Just a suggestion, if it was me and I was doing this, I'd go with 6, 3 gal pots and better yet is 6 fabric bags. I'd veg them in those cups, until you have to water them everyday. Then transplant to like one gal pots till they need watering everyday, again, then plant into the 3 gal bags. When I used the 400w hps, i kept it much higher than 1 ft.. Probably more like two feet to start, then gradually lower it to that sweet spot. !! I don't see how you're controlling your tent temps., without an exhaust system. Wish you good luck on your grow and if i can help, i will.
The exhaust fan is outside of the tent, and it's an air cooled hood. Temperatures stay between 68-77 F and humitiy is constantly low at like 20-40% I could practically set the light on top of them and they'd stay cool, I am mostly concerned with giving them too much light when it comes to do the distance.

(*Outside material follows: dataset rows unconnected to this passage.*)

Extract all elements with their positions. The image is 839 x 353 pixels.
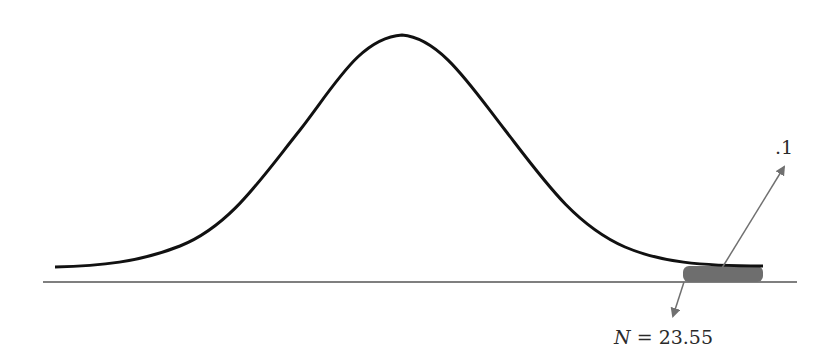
bell-curve bbox=[55, 35, 763, 267]
arrow-to-cutoff bbox=[673, 282, 684, 316]
cutoff-value: 23.55 bbox=[659, 326, 713, 348]
normal-curve-diagram bbox=[0, 0, 839, 353]
tail-probability-label: .1 bbox=[775, 136, 793, 158]
shaded-tail-region bbox=[683, 266, 763, 282]
cutoff-variable: N bbox=[614, 326, 631, 348]
cutoff-label: N = 23.55 bbox=[614, 326, 713, 348]
equals-sign: = bbox=[637, 326, 653, 348]
arrow-to-probability bbox=[722, 167, 784, 268]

How long do you think it would take to grow into the one gallon pots like that? I need to be ready to harvest by the first or second week of December, so I am going more by time than by plant size. I know I could get better yield but I have to manage my time, and I have winter break to do all my trimming and stuff so I'd like to get them cut on time. All that being the case I am probably going to switch in mid October regardless of size, I am just trying to get them as big as I can in that mean time.
They're already growing into their solo cups really fast, needing water every two days already. Thinking about transplanting them into gallon pots before the 3 gallon ones as you said, but I only have 9 of those. :/ Plus they're not even a full gallon. I doubt I'll get paid before they outgrow the solo cups either.

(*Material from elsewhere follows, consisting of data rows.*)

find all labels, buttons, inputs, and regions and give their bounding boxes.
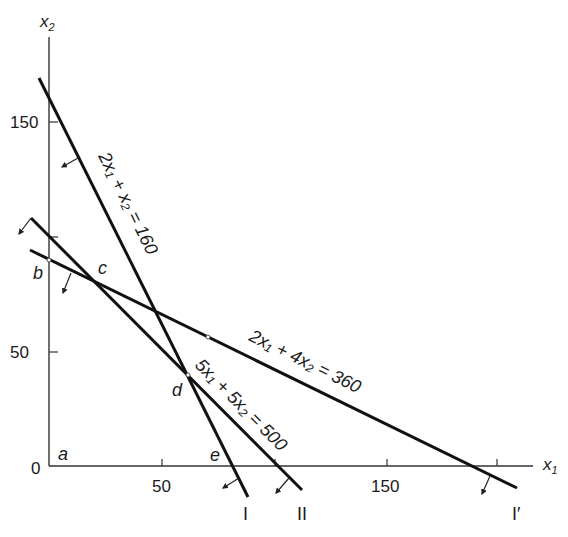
vertex-label-d: d: [172, 380, 183, 400]
arrow-line-I-top: [62, 158, 78, 167]
x-axis-label-sub: 1: [552, 464, 558, 476]
vertex-label-e: e: [210, 445, 220, 465]
constraint-line-II: [31, 218, 302, 490]
vertex-dot-mid: [206, 335, 210, 339]
equation-label-I: 2x₁ + x₂ = 160: [94, 148, 162, 258]
origin-label: 0: [31, 459, 40, 478]
arrow-line-I-prime-left: [63, 273, 71, 293]
constraint-line-I-prime: [30, 250, 517, 488]
arrow-line-II-top: [19, 218, 31, 234]
arrow-line-I-bottom: [223, 478, 239, 488]
y-tick-label-50: 50: [10, 343, 29, 362]
vertex-label-c: c: [98, 258, 107, 278]
x-tick-label-50: 50: [152, 477, 171, 496]
arrow-line-I-prime-right: [482, 476, 490, 494]
y-tick-label-150: 150: [10, 113, 38, 132]
vertex-label-a: a: [58, 444, 68, 464]
line-label-I-prime: I′: [512, 504, 521, 524]
x-axis-label-main: x: [542, 455, 552, 474]
line-label-II: II: [297, 504, 307, 524]
equation-label-I-prime: 2x₁ + 4x₂ = 360: [245, 325, 364, 397]
vertex-dot-d: [186, 373, 190, 377]
vertex-dot-b: [47, 258, 51, 262]
lp-diagram: 50 150 50 150 0 x2 x1 2x₁ + x₂ = 160 5x₁…: [0, 0, 568, 537]
x-tick-label-150: 150: [371, 477, 399, 496]
y-axis-label-main: x: [39, 12, 49, 31]
x-axis-label: x1: [542, 455, 558, 476]
line-label-I: I: [243, 504, 248, 524]
vertex-label-b: b: [33, 263, 43, 283]
constraint-line-I: [39, 78, 248, 497]
y-axis-label-sub: 2: [48, 21, 55, 33]
arrow-line-II-bottom: [276, 478, 289, 493]
axes: 50 150 50 150 0 x2 x1: [10, 12, 558, 496]
y-axis-label: x2: [39, 12, 55, 33]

I guess this organic nutrient mix is working okay. One of them had slightly burned tips, like super slight, none of the rest did. Maybe that one is more sensitive to nutrients. I mixed up another batch for them and am letting it brew. 300 PPM mix
I am thinking about amending my soil with some of this stuff before transplanting. I don't want to go too light or too infrequent with feedings again. Seems like nutrient burn doesn't do as much to stunt growth as malnutrition does.
Some pictures of the girls, couple days ago. Right now they're looking a little ugly since I let them dry out right until they were about to wilt. I guess this must be building the root system up pretty big, because before they needed water every 3 days and now it's down to 2.